Competitive equilibrium assumes away the questions of conceitedness which the Austrians are most concerned with, and have given rise to Kirzner’s writings about the entrepreneur, and even Hayek’s ideas about the business cycle. If we are to think about an intellectual’s theorizing as a means of him satisfying the uneasiness certain problems weigh on his mind, we could say that competitive equilibrium assumes away the problems which the Austrians are most troubled by. Mises, for instance, critiqued the use of mathematics in economics for looking over all the questions which should make economists wonder about the possibility of a socialist economy:
The result is that from the writings of the mathematical economists the imaginary construction of a socialist commonwealth emerges as a realizable system of cooperation under the division of labor, as a fully-fledged alternative to the economic system based on private control of the means of production. The director of the socialist community will be in a position to allocate the various factors of production in a rational way, i.e., on the grounds of calculation (Mises 1998, 698).

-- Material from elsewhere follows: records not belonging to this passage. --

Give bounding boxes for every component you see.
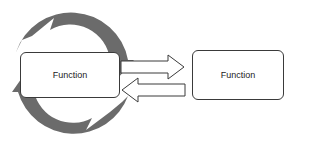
arrow-right-icon <box>121 55 184 79</box>
function-box-right-label: Function <box>221 70 256 80</box>
function-box-left: Function <box>20 52 120 98</box>
function-box-left-label: Function <box>53 70 88 80</box>
arrow-left-icon <box>122 78 185 102</box>
function-box-right: Function <box>192 50 284 100</box>
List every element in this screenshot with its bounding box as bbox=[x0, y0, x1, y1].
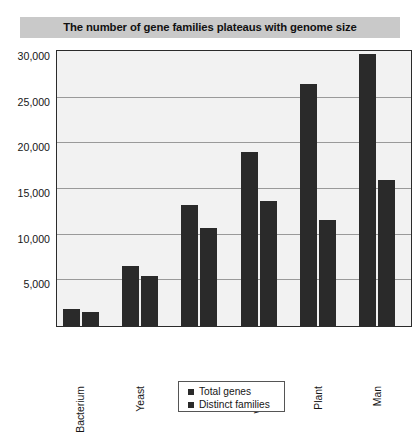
bar-bacterium-total-genes bbox=[63, 309, 80, 326]
chart-title: The number of gene families plateaus wit… bbox=[20, 17, 400, 38]
bar-worm-distinct-families bbox=[260, 201, 277, 326]
legend-swatch-distinct-families bbox=[188, 402, 194, 408]
legend-item-label: Distinct families bbox=[199, 399, 270, 411]
bar-fly-total-genes bbox=[181, 205, 198, 326]
chart-legend: Total genesDistinct families bbox=[178, 381, 285, 412]
y-axis-tick-label: 15,000 bbox=[18, 187, 50, 193]
x-axis-tick-label-yeast: Yeast bbox=[135, 386, 146, 412]
bar-plant-distinct-families bbox=[319, 220, 336, 326]
y-axis: 5,00010,00015,00020,00025,00030,000 bbox=[0, 50, 56, 327]
y-axis-tick-label: 5,000 bbox=[23, 278, 50, 284]
legend-swatch-total-genes bbox=[188, 389, 194, 395]
bar-series-group bbox=[57, 51, 411, 326]
y-axis-tick-label: 25,000 bbox=[18, 96, 50, 102]
plot-area bbox=[56, 50, 412, 327]
x-axis-tick-label-man: Man bbox=[372, 386, 383, 406]
y-axis-tick-label: 20,000 bbox=[18, 141, 50, 147]
legend-item: Total genes bbox=[188, 386, 284, 398]
legend-item-label: Total genes bbox=[199, 386, 251, 398]
bar-yeast-distinct-families bbox=[141, 276, 158, 326]
plot-wrap bbox=[56, 50, 412, 327]
bar-worm-total-genes bbox=[241, 152, 258, 326]
x-axis-tick-label-bacterium: Bacterium bbox=[75, 386, 86, 433]
x-axis-tick-label-plant: Plant bbox=[313, 386, 324, 410]
y-axis-tick-label: 10,000 bbox=[18, 233, 50, 239]
chart-figure: The number of gene families plateaus wit… bbox=[0, 0, 420, 436]
bar-bacterium-distinct-families bbox=[82, 312, 99, 326]
bar-man-distinct-families bbox=[378, 180, 395, 326]
legend-item: Distinct families bbox=[188, 399, 284, 411]
bar-plant-total-genes bbox=[300, 84, 317, 326]
chart-title-band: The number of gene families plateaus wit… bbox=[20, 17, 400, 38]
y-axis-tick-label: 30,000 bbox=[18, 50, 50, 56]
bar-fly-distinct-families bbox=[200, 228, 217, 326]
bar-yeast-total-genes bbox=[122, 266, 139, 326]
bar-man-total-genes bbox=[359, 54, 376, 326]
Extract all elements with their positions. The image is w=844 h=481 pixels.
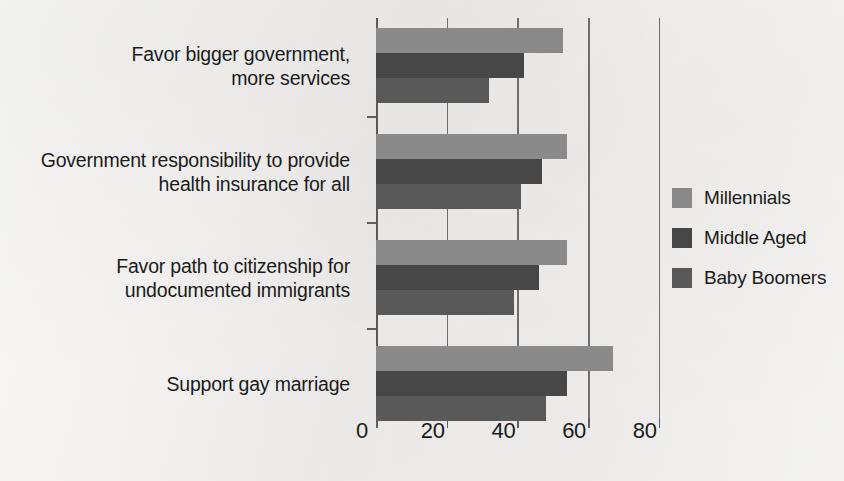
bar-group	[376, 28, 660, 103]
x-tick-label: 60	[562, 418, 586, 444]
x-axis-tick-labels: 020406080	[340, 418, 740, 458]
x-tick-label: 20	[421, 418, 445, 444]
legend-item[interactable]: Millennials	[672, 178, 832, 218]
category-tick-mark	[367, 116, 376, 118]
legend-label: Millennials	[704, 187, 791, 209]
bar-baby-boomers[interactable]	[376, 184, 521, 209]
legend-item[interactable]: Middle Aged	[672, 218, 832, 258]
category-label: Favor bigger government, more services	[132, 42, 350, 90]
bar-middle-aged[interactable]	[376, 371, 567, 396]
bar-middle-aged[interactable]	[376, 265, 539, 290]
bar-chart: Favor bigger government, more servicesGo…	[0, 0, 844, 481]
legend-swatch-icon	[672, 268, 692, 288]
x-tick-label: 0	[356, 418, 368, 444]
x-tick-label: 40	[491, 418, 515, 444]
legend-item[interactable]: Baby Boomers	[672, 258, 832, 298]
legend-swatch-icon	[672, 188, 692, 208]
bar-millennials[interactable]	[376, 346, 613, 371]
plot-area	[376, 18, 660, 418]
bar-group	[376, 240, 660, 315]
legend-swatch-icon	[672, 228, 692, 248]
category-label: Support gay marriage	[166, 372, 350, 396]
bar-millennials[interactable]	[376, 134, 567, 159]
category-tick-mark	[367, 328, 376, 330]
bar-middle-aged[interactable]	[376, 159, 542, 184]
category-axis-labels: Favor bigger government, more servicesGo…	[0, 0, 362, 424]
category-label: Government responsibility to provide hea…	[41, 148, 350, 196]
bar-millennials[interactable]	[376, 240, 567, 265]
bar-group	[376, 346, 660, 421]
bar-baby-boomers[interactable]	[376, 78, 489, 103]
bar-baby-boomers[interactable]	[376, 290, 514, 315]
category-label: Favor path to citizenship for undocument…	[116, 254, 350, 302]
legend-label: Middle Aged	[704, 227, 806, 249]
bar-group	[376, 134, 660, 209]
legend-label: Baby Boomers	[704, 267, 826, 289]
chart-legend: MillennialsMiddle AgedBaby Boomers	[672, 178, 832, 298]
bar-middle-aged[interactable]	[376, 53, 524, 78]
category-tick-mark	[367, 222, 376, 224]
bar-millennials[interactable]	[376, 28, 563, 53]
x-tick-label: 80	[633, 418, 657, 444]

For Mises, competitive-equilibrium frameworks glossed over the problems of coordination and price emergence which doomed the hopes of would-be socialists, and as a result that framework did not capture enough of the economy’s essence to be that useful to the study of that phenomenon.

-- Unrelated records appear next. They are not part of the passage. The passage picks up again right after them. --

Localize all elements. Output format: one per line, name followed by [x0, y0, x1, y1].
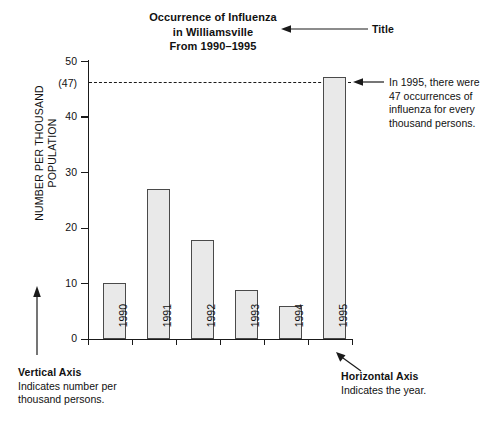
x-axis-label-1993: 1993 — [250, 304, 261, 348]
x-tick-6 — [352, 339, 353, 345]
x-axis-label-1992: 1992 — [206, 304, 217, 348]
x-tick-0 — [88, 339, 89, 345]
y-axis-title-line-2: POPULATION — [46, 73, 59, 233]
vertical-axis-caption-line-2: thousand persons. — [18, 393, 158, 407]
bar-annotation-line-2: 47 occurrences of — [389, 90, 485, 104]
bar-annotation-line-3: influenza for every — [389, 103, 485, 117]
vertical-axis-caption: Vertical Axis Indicates number per thous… — [18, 366, 158, 407]
vertical-axis-caption-heading: Vertical Axis — [18, 366, 158, 380]
y-axis-title-line-1: NUMBER PER THOUSAND — [33, 73, 46, 233]
vertical-axis-caption-line-1: Indicates number per — [18, 380, 158, 394]
y-tick-label-10: 10 — [47, 278, 77, 289]
horizontal-axis-caption-heading: Horizontal Axis — [341, 370, 483, 384]
horizontal-callout-arrow-icon — [336, 352, 362, 372]
horizontal-axis-caption-line-1: Indicates the year. — [341, 384, 483, 398]
y-tick-label-50: 50 — [47, 56, 77, 67]
bar-annotation-text: In 1995, there were 47 occurrences of in… — [389, 76, 485, 130]
y-tick-10 — [81, 283, 89, 284]
y-axis-line — [88, 60, 89, 340]
x-axis-label-1994: 1994 — [294, 304, 305, 348]
x-axis-label-1995: 1995 — [338, 304, 349, 348]
chart-title-line-1: Occurrence of Influenza — [118, 10, 308, 25]
y-tick-40 — [81, 116, 89, 117]
title-callout-arrow-icon — [281, 22, 369, 36]
bar-annotation-line-4: thousand persons. — [389, 117, 485, 131]
bar-callout-arrow-icon — [353, 75, 385, 89]
chart-title-line-2: in Williamsville — [118, 25, 308, 40]
horizontal-axis-caption: Horizontal Axis Indicates the year. — [341, 370, 483, 397]
x-tick-3 — [220, 339, 221, 345]
y-tick-30 — [81, 172, 89, 173]
chart-title-line-3: From 1990–1995 — [118, 39, 308, 54]
reference-dashed-line — [89, 82, 351, 83]
chart-title: Occurrence of Influenza in Williamsville… — [118, 10, 308, 54]
y-tick-20 — [81, 228, 89, 229]
x-tick-1 — [132, 339, 133, 345]
bar-1995[interactable] — [323, 77, 346, 338]
x-tick-5 — [308, 339, 309, 345]
x-tick-2 — [176, 339, 177, 345]
x-tick-4 — [264, 339, 265, 345]
y-tick-50 — [81, 61, 89, 62]
bar-annotation-line-1: In 1995, there were — [389, 76, 485, 90]
title-callout-label: Title — [372, 23, 394, 35]
y-tick-label-0: 0 — [47, 333, 77, 344]
x-axis-label-1990: 1990 — [118, 304, 129, 348]
y-axis-title: NUMBER PER THOUSAND POPULATION — [33, 73, 59, 233]
y-axis-up-arrow-icon — [30, 286, 44, 356]
x-axis-label-1991: 1991 — [162, 304, 173, 348]
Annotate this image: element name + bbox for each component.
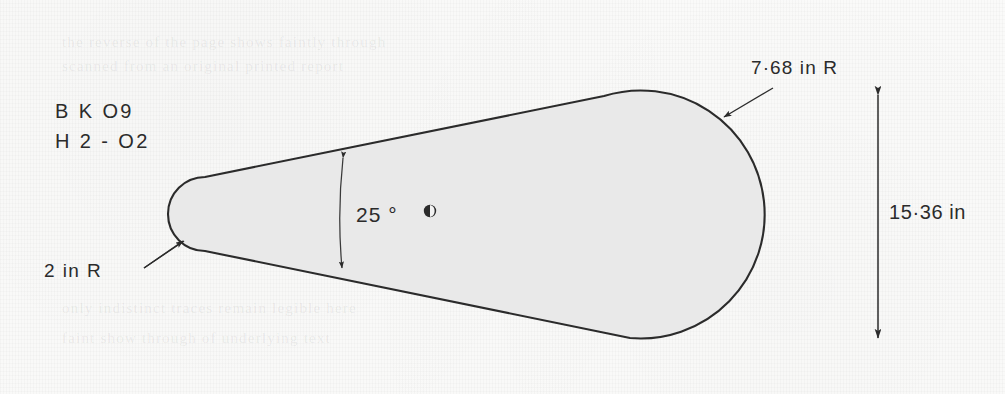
- drawing-canvas: 25 ° 2 in R 7·68 in R 15·36 in B K O9 H …: [0, 0, 1005, 394]
- nose-radius-label: 2 in R: [44, 260, 102, 281]
- part-code-block: B K O9 H 2 - O2: [55, 100, 150, 152]
- nose-radius-leader: [144, 241, 183, 268]
- overall-height-group: 15·36 in: [878, 95, 966, 338]
- tail-radius-group: 7·68 in R: [724, 57, 838, 117]
- aerofoil-body: [168, 90, 765, 338]
- tail-radius-leader: [724, 88, 773, 117]
- angle-dimension-label: 25 °: [356, 203, 398, 226]
- aerofoil-outline: [168, 90, 765, 338]
- centre-mark: [424, 205, 436, 217]
- nose-radius-group: 2 in R: [44, 241, 184, 281]
- scanned-drawing-page: the reverse of the page shows faintly th…: [0, 0, 1005, 394]
- part-code-line-1: B K O9: [55, 100, 134, 122]
- overall-height-label: 15·36 in: [889, 201, 966, 223]
- tail-radius-label: 7·68 in R: [751, 57, 838, 78]
- part-code-line-2: H 2 - O2: [55, 130, 150, 152]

Lucas’ assertion that economics could create toy economies sufficiently realistic to provide a preliminary testing ground for regulations is of the type which Mises is arguing against here. Even though Prescott, Lucas, and other New Classicals would have recourse to other arguments for why a socialist director would not be able to construct an economic order from on high, they cannot make sense of Mises’ and Hayek’s theses about how cooperation conditioned by prices are able to conquer, to quote Keynes, the dark forces of time and ignorance everyone faces in economic life. As a result, the New Classicals could even be considered a decay, rather than a refinement, of the Austrian insights into the nature of the market order, and of society at large.

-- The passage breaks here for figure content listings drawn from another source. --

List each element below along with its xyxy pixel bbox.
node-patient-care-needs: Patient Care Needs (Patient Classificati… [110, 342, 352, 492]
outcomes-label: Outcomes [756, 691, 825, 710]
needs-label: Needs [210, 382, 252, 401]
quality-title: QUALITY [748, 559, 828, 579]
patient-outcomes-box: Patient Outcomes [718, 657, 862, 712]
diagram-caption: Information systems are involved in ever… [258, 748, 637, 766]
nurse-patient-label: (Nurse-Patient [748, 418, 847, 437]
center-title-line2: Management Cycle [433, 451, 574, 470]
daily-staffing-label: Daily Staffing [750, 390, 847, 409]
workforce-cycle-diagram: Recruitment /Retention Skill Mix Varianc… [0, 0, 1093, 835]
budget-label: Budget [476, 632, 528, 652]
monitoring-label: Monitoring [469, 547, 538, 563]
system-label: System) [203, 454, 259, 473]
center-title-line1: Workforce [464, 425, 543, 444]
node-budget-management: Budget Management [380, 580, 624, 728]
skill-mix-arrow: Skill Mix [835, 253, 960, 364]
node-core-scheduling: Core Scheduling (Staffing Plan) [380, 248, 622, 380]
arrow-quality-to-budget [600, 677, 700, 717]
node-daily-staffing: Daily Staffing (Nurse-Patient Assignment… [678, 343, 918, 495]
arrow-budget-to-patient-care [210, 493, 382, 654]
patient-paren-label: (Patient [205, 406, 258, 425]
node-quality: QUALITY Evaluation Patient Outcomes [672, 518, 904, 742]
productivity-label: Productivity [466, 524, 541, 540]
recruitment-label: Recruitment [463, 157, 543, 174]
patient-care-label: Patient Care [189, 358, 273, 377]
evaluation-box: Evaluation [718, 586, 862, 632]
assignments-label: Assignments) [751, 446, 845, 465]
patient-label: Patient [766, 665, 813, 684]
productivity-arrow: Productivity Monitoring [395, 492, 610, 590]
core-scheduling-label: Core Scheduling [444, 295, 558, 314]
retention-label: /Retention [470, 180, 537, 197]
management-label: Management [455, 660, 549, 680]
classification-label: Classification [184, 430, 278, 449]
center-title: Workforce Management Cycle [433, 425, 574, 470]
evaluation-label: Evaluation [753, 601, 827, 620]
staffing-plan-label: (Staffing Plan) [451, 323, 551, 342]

In the end, there is not a lot of room for the Austrian insights about human competition within a model of an analogue. By asserting that the New Classicals have adopted and advanced the Austrian research program, Noah Smith has Two features really make the paradigm of Mises and Hayek special: that the two look at purposeful action within the context of radical uncertainty, and the interconnectedness between human beings which results from such behavior. Whereas Prescott and Lucas theorize about a world of linearity and smoothness, Mises and Hayek theorized about a world of complexity and uncertainty.
So no, the Austrians and New Classicals are not one strand of through. Rather than the New Classicals drinking the Austrians milkshake, stealing their ideas while giving them no credit (in the comments: Noah Smith notes: “I would say someone else picked up a lot of their ideas, ran with them, and won, but didn't give the Austrians any credit... ;-)”), the New Classicals represent the fruition of the economic approach of the Market Socialists. Indeed, it wouldn’t be an understatement to say that Ludwig von Mises and Friedrich Hayek share more in common with John Maynard Keynes and Hyman Minsky than they do either Prescott or Lucas.
Bibliography
Debreu, Gerard. Theory of Value. Newhaven and London: Yale University Press, 1987.
Hayek, Friedrich von. The Fatal Conceit. Chicago: Chicago University Press, 1988.
Lucas, Robert. “Methods and Problems in Business Cycle Theory.” Journal of Money, Credit, and Banking 12.4 (1980): 696-715.
Mises, Ludwig von. Human Action. Auburn: Ludwig von Mises, 1998.
Potts, Jason. The New Evolutionary Microeconomics. Northhampton, Edward Elgar Publishing, Inc., 2000.